It’s Quentin time!

What happens when a torture porn auteur teams up with People magazine’s Sexiest Man Alive of 1995? A heckuva party!

What happens when a torture porn auteur teams up with People magazine’s Sexiest Man Alive of 1995? A heckuva party!

Rated 5.0

Inglourious Basterds is a masterwork from director Quentin Tarantino. It’s another fine film in an impressive line of crazed, brilliant movies. Whether or not you like the guy, there is no denying that his films and his style are his and his alone. While many have tried to copy him, nobody does Tarantino like Tarantino, and Basterds is one of his best.

The WWII action drama has kicked around in Tarantino’s head for years. Adam Sandler, Simon Pegg, Leonardo DiCaprio and even Eddie Murphy had all been rumored for parts at one time or another but, in the end, Tarantino wound up with a little guy named Brad Pitt to anchor the project. As Lt. Aldo Raine, his face permanently contorted and neck scarred from what was likely a lynching experience, Pitt is explosively fierce and funny.

Raine commands “The Basterds,” a salty, more than mildly perturbed group of Jewish-American soldiers on a mission to gather 100 Nazi scalps apiece. Chief among the group is Sgt. Donny Donowitz, played by Hostel director Eli Roth. Donowitz, “The Bear Jew,” is the guy Raine calls in when Nazis choose death over revealing secrets. He swings a mighty bat, comparing his swatting of heads to the prowess of the great Ted Williams. Apparently, Sandler, who had a schedule conflict, was Tarantino’s original choice for Donowitz, but Roth makes the role his own.
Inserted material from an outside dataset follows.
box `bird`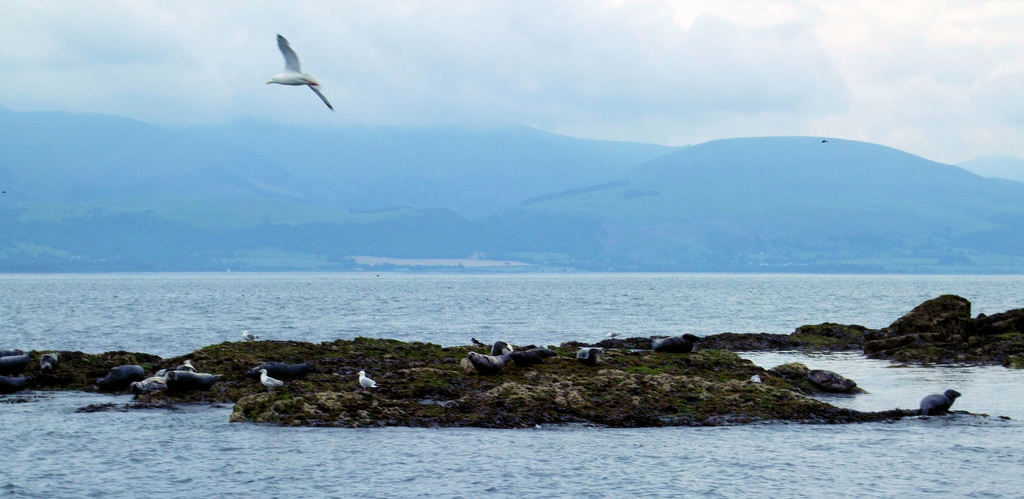
detection(913, 388, 958, 419)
Divided into five parts, the film starts off with a little ditty called “Once Upon a Time in Nazi Occupied France,” where we are introduced to the notorious “Jew Hunter,” Col. Hans Landa. As played by Christoph Waltz, Landa is an all-time great cinematic weasel. Every time the man speaks, in whichever language he chooses, the stomach turns. He is the very personification of Nazi, the rankest, most vile form of human being to ever walk the Earth. Don’t be surprised if Waltz gets some Oscar consideration. I, for one, will be pissed if he doesn’t.

Characters from the first chapter play large parts in other segments, including Shosanna Dreyfus (Melanie Laurent), proprietor of a movie theater in Paris. Her theater is patronized by Nazi hero and film star Fredrick Zoller (Daniel Brühl), who supposedly killed hundreds of soldiers with one sniper rifle. Her theater plays a big part in the film’s final segment and Tarantino’s violently playful rewrite of history.

Dramatic films involving historic figures like Adolf Hitler usually play by the book and follow events faithfully. Well, the rules of historical fact do not apply to Tarantino, who comes up with his own conclusion for the Third Reich. I’ve probably said this before: Tarantino is totally bug nuts, and it’s a blessing to filmdom. Predictability goes out the window, accompanied by a hail of machine-gunfire and burning celluloid.

There are so many moments in this film when my face hurt from smiling so hard. Pitt’s murder of the Italian language near film’s end, Roth’s face when he sees Hitler, and Waltz’s repugnant request for a glass of milk are standouts. I could probably list a hundred more.

Through various websites, I have been following the development of this project for years. Based on the buzz, I was expecting something like The Dirty Dozen or The Guns of Navarone, but the resultant insanity defies categorization. Leave it to Tarantino to work surf rock and David Bowie songs into a WWII movie.

For those of us who detest filmmakers who paint by the numbers, Tarantino is something akin to Van Gogh. Seriously, I wouldn’t be surprised if he someday wound up in a padded room, missing an ear and wearing a straitjacket, writing his scripts with a pen clenched in his teeth. As somebody who watches a lot of movies, I feel an immense wave of gratitude during and after a Tarantino film. The man sets out to give his audience a unique film experience, and he always succeeds.